‘Creative Writing’ by Etgar Keret
From The New Yorker:
The first story Maya wrote was about a world in which people split themselves in two instead of reproducing. In that world, every person could, at any given moment, turn into two beings, each one half his/her age. Some chose to do this when they were young; for instance, an eighteen-year-old might split into two nine-year-olds. Others would wait until they’d established themselves professionally and financially and go for it only in middle age. The heroine of Maya’s story was splitless. She had reached the age of eighty and, despite constant social pressure, insisted on not splitting. At the end of the story, she died.
It was a good story, except for the ending. There was something depressing about that part, Aviad thought. Depressing and predictable. But Maya, in the writing workshop she had signed up for, actually got a lot of compliments on the ending. The instructor, who was supposed to be this well-known writer, even though Aviad had never heard of him, told her that there was something soul-piercing about the banality of the ending, or some other piece of crap. Aviad saw how happy that compliment made Maya. She was very excited when she told him about it. She recited what the writer had said to her the way people recite a verse from the Bible. And Aviad, who had originally tried to suggest a different ending, backpedalled and said that it was all a matter of taste and that he really didn’t understand much about it.
It had been her mother’s idea that she should go to a creative-writing workshop. She’d said that a friend’s daughter had attended one and enjoyed it very much. Aviad also thought that it would be good for Maya to get out more, to do something with herself. He could always bury himself in work, but, since the miscarriage, she never left the house. Whenever he came home, he found her in the living room, sitting up straight on the couch. Not reading, not watching TV, not even crying. When Maya hesitated about the course, Aviad knew how to persuade her. “Go once, give it a try,” he said, “the way a kid goes to day camp.” Later, he realized that it had been a little insensitive of him to use a child as an example, after what they’d been through two months before. But Maya actually smiled and said that day camp might be just what she needed.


▶ [What you have to do]: Where the word "type" appears in a line below, copy the whole line.

────────────────────

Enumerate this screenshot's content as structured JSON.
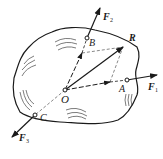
{
  "diagram": {
    "origin": {
      "label": "O",
      "x": 65,
      "y": 90
    },
    "points": [
      {
        "id": "A",
        "label": "A",
        "x": 127,
        "y": 80
      },
      {
        "id": "B",
        "label": "B",
        "x": 87,
        "y": 38
      },
      {
        "id": "C",
        "label": "C",
        "x": 35,
        "y": 115
      }
    ],
    "forces": [
      {
        "id": "F1",
        "symbol": "F",
        "subscript": "1",
        "at": "A",
        "tip": [
          157,
          75
        ]
      },
      {
        "id": "F2",
        "symbol": "F",
        "subscript": "2",
        "at": "B",
        "tip": [
          100,
          8
        ]
      },
      {
        "id": "F3",
        "symbol": "F",
        "subscript": "3",
        "at": "C",
        "tip": [
          12,
          137
        ]
      }
    ],
    "resultant": {
      "symbol": "R",
      "tip": [
        123,
        47
      ]
    },
    "colors": {
      "ink": "#1a1a1a",
      "dashed": "#555555",
      "background": "#ffffff"
    }
  }
}
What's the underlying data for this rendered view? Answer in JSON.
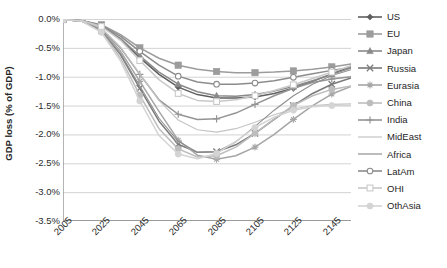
{
  "chart_data": {
    "type": "line",
    "title": "",
    "xlabel": "",
    "ylabel": "GDP loss (% of GDP)",
    "xlim": [
      2005,
      2155
    ],
    "ylim": [
      -3.5,
      0.0
    ],
    "ytick_labels": [
      "0.0%",
      "-0.5%",
      "-1.0%",
      "-1.5%",
      "-2.0%",
      "-2.5%",
      "-3.0%",
      "-3.5%"
    ],
    "ytick_values": [
      0.0,
      -0.5,
      -1.0,
      -1.5,
      -2.0,
      -2.5,
      -3.0,
      -3.5
    ],
    "xtick_labels": [
      "2005",
      "2025",
      "2045",
      "2065",
      "2085",
      "2105",
      "2125",
      "2145"
    ],
    "xtick_values": [
      2005,
      2025,
      2045,
      2065,
      2085,
      2105,
      2125,
      2145
    ],
    "x": [
      2005,
      2015,
      2025,
      2035,
      2045,
      2055,
      2065,
      2075,
      2085,
      2095,
      2105,
      2115,
      2125,
      2135,
      2145,
      2155
    ],
    "grid": "horizontal",
    "legend_position": "right",
    "series": [
      {
        "name": "US",
        "marker": "diamond",
        "color": "#5f5f5f",
        "values": [
          -0.01,
          -0.03,
          -0.12,
          -0.35,
          -0.67,
          -0.96,
          -1.18,
          -1.31,
          -1.37,
          -1.37,
          -1.35,
          -1.29,
          -1.2,
          -1.08,
          -0.95,
          -0.82
        ]
      },
      {
        "name": "EU",
        "marker": "square",
        "color": "#9c9c9c",
        "values": [
          -0.01,
          -0.03,
          -0.1,
          -0.27,
          -0.5,
          -0.68,
          -0.8,
          -0.87,
          -0.91,
          -0.93,
          -0.93,
          -0.92,
          -0.9,
          -0.87,
          -0.83,
          -0.78
        ]
      },
      {
        "name": "Japan",
        "marker": "triangle",
        "color": "#8a8a8a",
        "values": [
          -0.01,
          -0.03,
          -0.12,
          -0.34,
          -0.64,
          -0.92,
          -1.13,
          -1.26,
          -1.33,
          -1.34,
          -1.31,
          -1.25,
          -1.17,
          -1.07,
          -0.96,
          -0.85
        ]
      },
      {
        "name": "Russia",
        "marker": "x",
        "color": "#7a7a7a",
        "values": [
          -0.01,
          -0.04,
          -0.2,
          -0.62,
          -1.2,
          -1.77,
          -2.17,
          -2.31,
          -2.3,
          -2.18,
          -1.98,
          -1.74,
          -1.5,
          -1.29,
          -1.13,
          -1.02
        ]
      },
      {
        "name": "Eurasia",
        "marker": "star",
        "color": "#a6a6a6",
        "values": [
          -0.01,
          -0.04,
          -0.18,
          -0.56,
          -1.08,
          -1.6,
          -2.1,
          -2.36,
          -2.43,
          -2.37,
          -2.22,
          -2.0,
          -1.74,
          -1.5,
          -1.3,
          -1.17
        ]
      },
      {
        "name": "China",
        "marker": "circle-filled",
        "color": "#bdbdbd",
        "values": [
          -0.01,
          -0.04,
          -0.22,
          -0.68,
          -1.32,
          -1.9,
          -2.25,
          -2.39,
          -2.37,
          -2.22,
          -1.98,
          -1.73,
          -1.5,
          -1.33,
          -1.22,
          -1.16
        ]
      },
      {
        "name": "India",
        "marker": "plus",
        "color": "#949494",
        "values": [
          -0.01,
          -0.04,
          -0.17,
          -0.5,
          -0.96,
          -1.4,
          -1.65,
          -1.74,
          -1.73,
          -1.63,
          -1.48,
          -1.33,
          -1.2,
          -1.1,
          -1.04,
          -1.0
        ]
      },
      {
        "name": "MidEast",
        "marker": "none",
        "color": "#c4c4c4",
        "values": [
          -0.01,
          -0.03,
          -0.16,
          -0.49,
          -0.95,
          -1.41,
          -1.75,
          -1.92,
          -1.96,
          -1.9,
          -1.79,
          -1.66,
          -1.56,
          -1.5,
          -1.48,
          -1.47
        ]
      },
      {
        "name": "Africa",
        "marker": "none",
        "color": "#8f8f8f",
        "values": [
          -0.01,
          -0.04,
          -0.2,
          -0.6,
          -1.16,
          -1.72,
          -2.12,
          -2.31,
          -2.3,
          -2.13,
          -1.86,
          -1.58,
          -1.33,
          -1.13,
          -0.98,
          -0.88
        ]
      },
      {
        "name": "LatAm",
        "marker": "circle-open",
        "color": "#8c8c8c",
        "values": [
          -0.01,
          -0.03,
          -0.11,
          -0.3,
          -0.56,
          -0.8,
          -0.99,
          -1.09,
          -1.13,
          -1.13,
          -1.11,
          -1.07,
          -1.01,
          -0.95,
          -0.89,
          -0.84
        ]
      },
      {
        "name": "OHI",
        "marker": "square-open",
        "color": "#c9c9c9",
        "values": [
          -0.01,
          -0.03,
          -0.13,
          -0.37,
          -0.72,
          -1.05,
          -1.29,
          -1.41,
          -1.43,
          -1.4,
          -1.33,
          -1.24,
          -1.14,
          -1.03,
          -0.92,
          -0.81
        ]
      },
      {
        "name": "OthAsia",
        "marker": "circle-light",
        "color": "#d4d4d4",
        "values": [
          -0.01,
          -0.04,
          -0.23,
          -0.73,
          -1.42,
          -2.02,
          -2.34,
          -2.42,
          -2.33,
          -2.12,
          -1.88,
          -1.7,
          -1.58,
          -1.52,
          -1.5,
          -1.5
        ]
      }
    ]
  },
  "legend": {
    "items": [
      {
        "label": "US"
      },
      {
        "label": "EU"
      },
      {
        "label": "Japan"
      },
      {
        "label": "Russia"
      },
      {
        "label": "Eurasia"
      },
      {
        "label": "China"
      },
      {
        "label": "India"
      },
      {
        "label": "MidEast"
      },
      {
        "label": "Africa"
      },
      {
        "label": "LatAm"
      },
      {
        "label": "OHI"
      },
      {
        "label": "OthAsia"
      }
    ]
  }
}
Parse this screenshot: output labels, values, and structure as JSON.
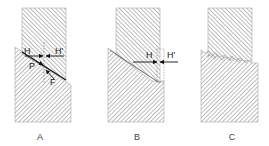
{
  "diagram": {
    "panels": [
      {
        "id": "A",
        "label": "A",
        "force_labels": [
          "H",
          "H'",
          "P",
          "F"
        ]
      },
      {
        "id": "B",
        "label": "B",
        "force_labels": [
          "H",
          "H'"
        ]
      },
      {
        "id": "C",
        "label": "C",
        "force_labels": []
      }
    ],
    "colors": {
      "hatch": "#666666",
      "outline": "#555555",
      "arrow": "#111111",
      "background": "#ffffff"
    }
  }
}
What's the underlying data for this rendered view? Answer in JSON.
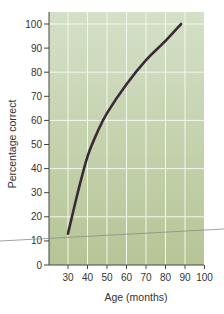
{
  "chart_data": {
    "type": "line",
    "title": "",
    "xlabel": "Age (months)",
    "ylabel": "Percentage correct",
    "xlim": [
      20,
      100
    ],
    "ylim": [
      0,
      105
    ],
    "x_ticks": [
      30,
      40,
      50,
      60,
      70,
      80,
      90,
      100
    ],
    "y_ticks": [
      0,
      10,
      20,
      30,
      40,
      50,
      60,
      70,
      80,
      90,
      100
    ],
    "grid": {
      "vertical_every": 10,
      "horizontal_every": 20
    },
    "legend": null,
    "series": [
      {
        "name": "Percentage correct",
        "x": [
          30,
          35,
          40,
          45,
          50,
          60,
          70,
          80,
          88
        ],
        "y": [
          13,
          30,
          45,
          55,
          63,
          75,
          85,
          93,
          100
        ]
      }
    ],
    "annotations": [
      {
        "type": "reference-line",
        "description": "thin grey diagonal line crossing near y=10",
        "approx_y": 10
      }
    ]
  },
  "colors": {
    "plot_bg_top": "#d4e0c7",
    "plot_bg_bottom": "#b6c596",
    "grid": "#f4f7ec",
    "curve": "#3a2a36",
    "axis": "#444444",
    "ref_line": "#8a8f86"
  },
  "labels": {
    "xlabel": "Age (months)",
    "ylabel": "Percentage correct",
    "xticks": [
      "30",
      "40",
      "50",
      "60",
      "70",
      "80",
      "90",
      "100"
    ],
    "yticks": [
      "0",
      "10",
      "20",
      "30",
      "40",
      "50",
      "60",
      "70",
      "80",
      "90",
      "100"
    ]
  }
}
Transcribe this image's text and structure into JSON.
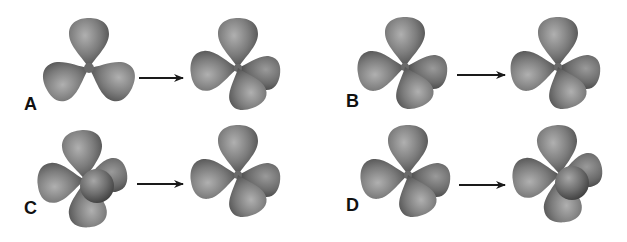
{
  "figure": {
    "type": "orbital-geometry-transitions",
    "panels": [
      {
        "label": "A",
        "from": "trigonal-planar-3-lobes",
        "to": "4-lobes-tetrahedral"
      },
      {
        "label": "B",
        "from": "4-lobes",
        "to": "4-lobes"
      },
      {
        "label": "C",
        "from": "5-lobes",
        "to": "4-lobes"
      },
      {
        "label": "D",
        "from": "4-lobes",
        "to": "5-lobes"
      }
    ],
    "arrow_icon": "right-arrow-icon",
    "colors": {
      "lobe_dark": "#4a4a4a",
      "lobe_mid": "#7a7a7a",
      "lobe_light": "#a8a8a8",
      "arrow": "#1a1a1a",
      "label": "#111111",
      "background": "#ffffff"
    }
  }
}
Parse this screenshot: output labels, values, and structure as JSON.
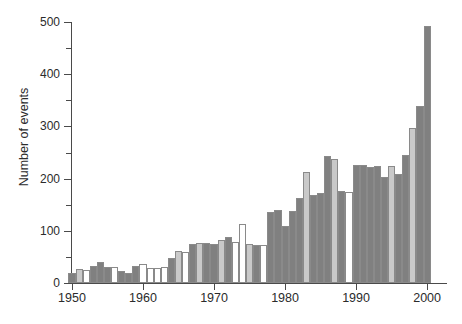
{
  "chart_data": {
    "type": "bar",
    "title": "",
    "xlabel": "",
    "ylabel": "Number of events",
    "ylim": [
      0,
      500
    ],
    "xlim": [
      1949.5,
      2000.5
    ],
    "grid": false,
    "legend": null,
    "y_ticks_major": [
      0,
      100,
      200,
      300,
      400,
      500
    ],
    "y_ticks_minor": [
      50,
      150,
      250,
      350,
      450
    ],
    "x_ticks": [
      1950,
      1960,
      1970,
      1980,
      1990,
      2000
    ],
    "y_tick_labels": [
      "0",
      "100",
      "200",
      "300",
      "400",
      "500"
    ],
    "x_tick_labels": [
      "1950",
      "1960",
      "1970",
      "1980",
      "1990",
      "2000"
    ],
    "colors": {
      "dark_gray": "#808080",
      "light_gray": "#c9c9c9",
      "white": "#ffffff",
      "bar_outline": "#8a8a8a",
      "axis": "#4a4a4a",
      "text": "#2b2b2b"
    },
    "categories": [
      1950,
      1951,
      1952,
      1953,
      1954,
      1955,
      1956,
      1957,
      1958,
      1959,
      1960,
      1961,
      1962,
      1963,
      1964,
      1965,
      1966,
      1967,
      1968,
      1969,
      1970,
      1971,
      1972,
      1973,
      1974,
      1975,
      1976,
      1977,
      1978,
      1979,
      1980,
      1981,
      1982,
      1983,
      1984,
      1985,
      1986,
      1987,
      1988,
      1989,
      1990,
      1991,
      1992,
      1993,
      1994,
      1995,
      1996,
      1997,
      1998,
      1999,
      2000
    ],
    "values": [
      20,
      27,
      24,
      33,
      41,
      31,
      31,
      23,
      20,
      33,
      37,
      29,
      29,
      30,
      47,
      61,
      60,
      75,
      76,
      76,
      75,
      82,
      89,
      79,
      113,
      74,
      72,
      73,
      136,
      140,
      110,
      137,
      162,
      213,
      169,
      172,
      244,
      237,
      177,
      174,
      226,
      227,
      222,
      224,
      203,
      224,
      209,
      245,
      297,
      339,
      493
    ],
    "fills": [
      "dark",
      "light",
      "white",
      "dark",
      "dark",
      "dark",
      "white",
      "dark",
      "dark",
      "dark",
      "white",
      "white",
      "white",
      "white",
      "dark",
      "light",
      "white",
      "dark",
      "light",
      "dark",
      "dark",
      "light",
      "dark",
      "white",
      "white",
      "light",
      "dark",
      "white",
      "dark",
      "dark",
      "dark",
      "dark",
      "dark",
      "light",
      "dark",
      "dark",
      "dark",
      "light",
      "dark",
      "white",
      "dark",
      "dark",
      "dark",
      "dark",
      "dark",
      "light",
      "dark",
      "dark",
      "light",
      "dark",
      "dark"
    ]
  }
}
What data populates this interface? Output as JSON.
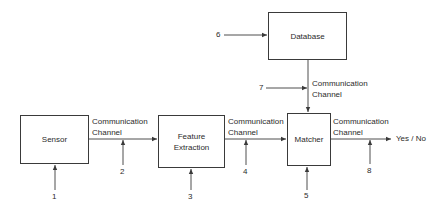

────────────────────

▶ [Exercise result]:
    "type": "line",
    "type": "line",
        "type": "reference-line",
    "type": "orbital-geometry-transitions",
    "type": "bar",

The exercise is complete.